§ **Prompt**
Restate the records below word for word.

§ **Given entries**
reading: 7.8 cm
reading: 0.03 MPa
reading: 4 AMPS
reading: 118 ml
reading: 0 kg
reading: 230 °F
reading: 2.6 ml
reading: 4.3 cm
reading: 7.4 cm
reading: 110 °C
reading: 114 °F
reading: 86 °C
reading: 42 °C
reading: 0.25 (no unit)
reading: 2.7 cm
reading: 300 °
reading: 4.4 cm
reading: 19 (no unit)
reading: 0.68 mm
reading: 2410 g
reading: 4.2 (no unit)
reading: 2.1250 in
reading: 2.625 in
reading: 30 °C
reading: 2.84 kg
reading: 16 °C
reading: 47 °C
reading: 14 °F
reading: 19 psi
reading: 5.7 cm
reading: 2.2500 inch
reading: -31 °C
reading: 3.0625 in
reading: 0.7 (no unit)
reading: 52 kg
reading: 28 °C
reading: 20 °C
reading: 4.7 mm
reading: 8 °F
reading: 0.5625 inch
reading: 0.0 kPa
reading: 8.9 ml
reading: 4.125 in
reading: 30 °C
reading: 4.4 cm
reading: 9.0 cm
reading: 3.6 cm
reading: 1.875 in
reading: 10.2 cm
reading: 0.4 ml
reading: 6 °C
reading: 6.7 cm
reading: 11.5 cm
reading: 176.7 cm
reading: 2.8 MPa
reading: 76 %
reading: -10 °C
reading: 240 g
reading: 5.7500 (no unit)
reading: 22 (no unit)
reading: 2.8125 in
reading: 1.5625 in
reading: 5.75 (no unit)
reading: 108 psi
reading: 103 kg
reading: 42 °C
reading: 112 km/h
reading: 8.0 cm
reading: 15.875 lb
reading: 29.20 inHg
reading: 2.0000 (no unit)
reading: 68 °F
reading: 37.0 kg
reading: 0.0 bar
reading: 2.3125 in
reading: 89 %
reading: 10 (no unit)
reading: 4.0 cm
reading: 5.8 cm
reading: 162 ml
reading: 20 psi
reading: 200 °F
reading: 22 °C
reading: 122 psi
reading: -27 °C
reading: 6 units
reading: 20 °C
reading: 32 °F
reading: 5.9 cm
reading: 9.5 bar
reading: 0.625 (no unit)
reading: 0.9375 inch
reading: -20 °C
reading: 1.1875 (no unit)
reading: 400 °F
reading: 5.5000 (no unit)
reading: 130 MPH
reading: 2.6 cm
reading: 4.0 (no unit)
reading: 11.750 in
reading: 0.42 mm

§ **Answer space**
reading: 7.8 cm
reading: 0.03 MPa
reading: 4 AMPS
reading: 118 ml
reading: 0 kg
reading: 230 °F
reading: 2.6 ml
reading: 4.3 cm
reading: 7.4 cm
reading: 110 °C
reading: 114 °F
reading: 86 °C
reading: 42 °C
reading: 0.25 (no unit)
reading: 2.7 cm
reading: 300 °
reading: 4.4 cm
reading: 19 (no unit)
reading: 0.68 mm
reading: 2410 g
reading: 4.2 (no unit)
reading: 2.1250 in
reading: 2.625 in
reading: 30 °C
reading: 2.84 kg
reading: 16 °C
reading: 47 °C
reading: 14 °F
reading: 19 psi
reading: 5.7 cm
reading: 2.2500 inch
reading: -31 °C
reading: 3.0625 in
reading: 0.7 (no unit)
reading: 52 kg
reading: 28 °C
reading: 20 °C
reading: 4.7 mm
reading: 8 °F
reading: 0.5625 inch
reading: 0.0 kPa
reading: 8.9 ml
reading: 4.125 in
reading: 30 °C
reading: 4.4 cm
reading: 9.0 cm
reading: 3.6 cm
reading: 1.875 in
reading: 10.2 cm
reading: 0.4 ml
reading: 6 °C
reading: 6.7 cm
reading: 11.5 cm
reading: 176.7 cm
reading: 2.8 MPa
reading: 76 %
reading: -10 °C
reading: 240 g
reading: 5.7500 (no unit)
reading: 22 (no unit)
reading: 2.8125 in
reading: 1.5625 in
reading: 5.75 (no unit)
reading: 108 psi
reading: 103 kg
reading: 42 °C
reading: 112 km/h
reading: 8.0 cm
reading: 15.875 lb
reading: 29.20 inHg
reading: 2.0000 (no unit)
reading: 68 °F
reading: 37.0 kg
reading: 0.0 bar
reading: 2.3125 in
reading: 89 %
reading: 10 (no unit)
reading: 4.0 cm
reading: 5.8 cm
reading: 162 ml
reading: 20 psi
reading: 200 °F
reading: 22 °C
reading: 122 psi
reading: -27 °C
reading: 6 units
reading: 20 °C
reading: 32 °F
reading: 5.9 cm
reading: 9.5 bar
reading: 0.625 (no unit)
reading: 0.9375 inch
reading: -20 °C
reading: 1.1875 (no unit)
reading: 400 °F
reading: 5.5000 (no unit)
reading: 130 MPH
reading: 2.6 cm
reading: 4.0 (no unit)
reading: 11.750 in
reading: 0.42 mm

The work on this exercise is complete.